8. Measuring Red-Team Success and Driving Continuous Improvement

Effective red teams deliver measurable improvements in threat detection, rapid containment, and stronger defenses. Prioritize outcome-focused metrics rather than counting exploits. The key indicators in this case include detection lag (time from payload delivery to initial alert), mean time to contain threats, objective completion rate (percentage of blocked red team goals), and prevented business impact in financial terms.

Enhance measurement with email-specific metrics like phishing detection rates, accuracy of business email compromise (BEC) prevention, and false-positive reductions, demonstrating cohesive defense through user awareness, secure email gateway configurations, and behavioral AI.

After engagements, update threat models, refine MITRE ATT&CK mappings, retrain staff, and adjust policies accordingly. Continuous, measurement-driven red team testing transitions your security program from reactive assessments to proactive, evidence-based resilience.

How Abnormal AI Supercharges Red-Team Operations

Red-team exercises deliver significant value, but turning findings into measurable security improvements demands precision and actionable insights. Abnormal transforms your red-team operations by integrating advanced behavioral AI and real-time analytics, enabling teams to emulate realistic adversary tactics and precisely measure blue-team responsiveness. Rather than static tests, Abnormal facilitates dynamic scenarios tailored to evolving email threats, ranging from sophisticated phishing to OAuth abuse, ensuring your defensive controls continuously improve.
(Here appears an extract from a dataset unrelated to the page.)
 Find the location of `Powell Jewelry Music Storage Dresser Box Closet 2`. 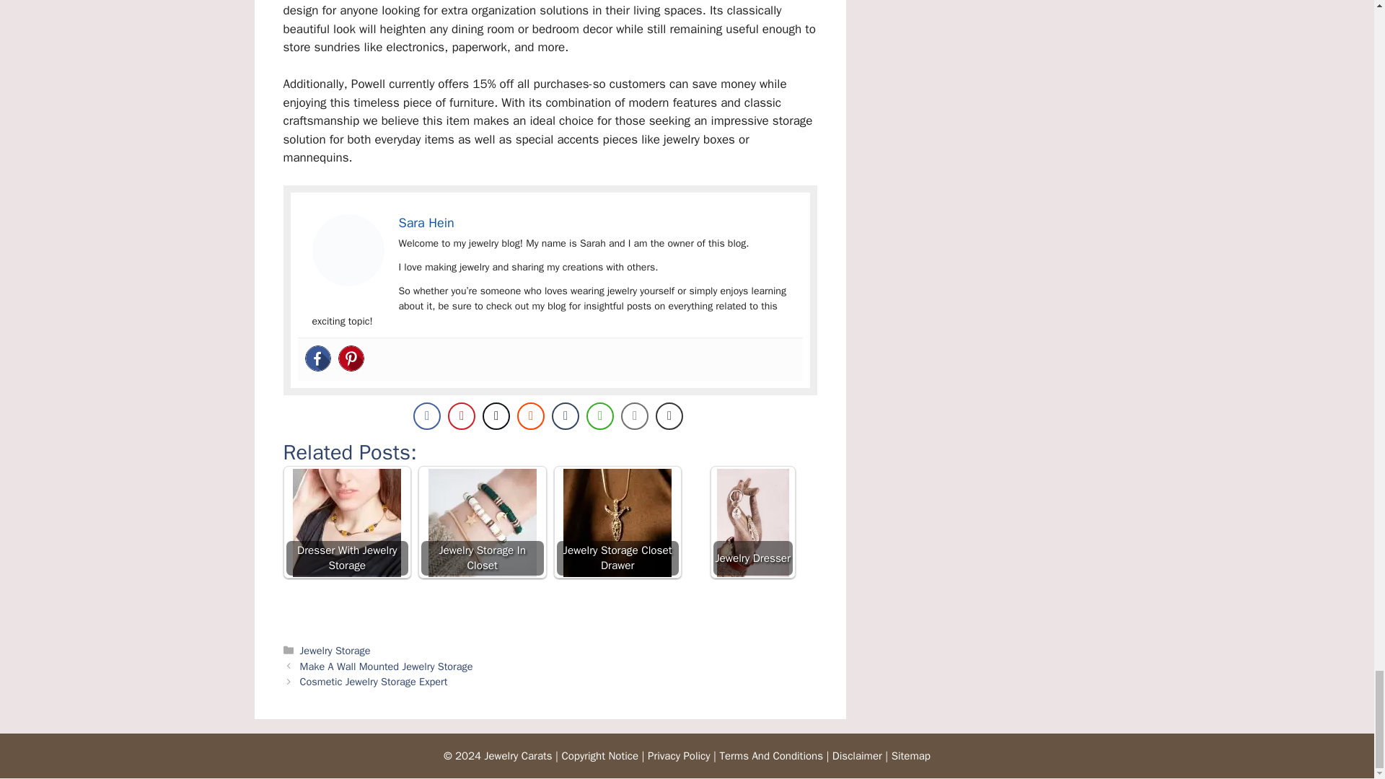

Powell Jewelry Music Storage Dresser Box Closet 2 is located at coordinates (348, 250).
Each exercise generates clear, actionable feedback that directly enhances email security policies, accelerates threat detection, and reduces risk.

By leveraging Abnormal’s capabilities, organizations achieve a proactive security posture, closing detection gaps before real attackers exploit them. Experience firsthand how Abnormal supercharges your red-team strategy, making exercises more realistic, results more meaningful, and security outcomes more impactful. Ready to take your cybersecurity to the next level? Book a personalized demo today.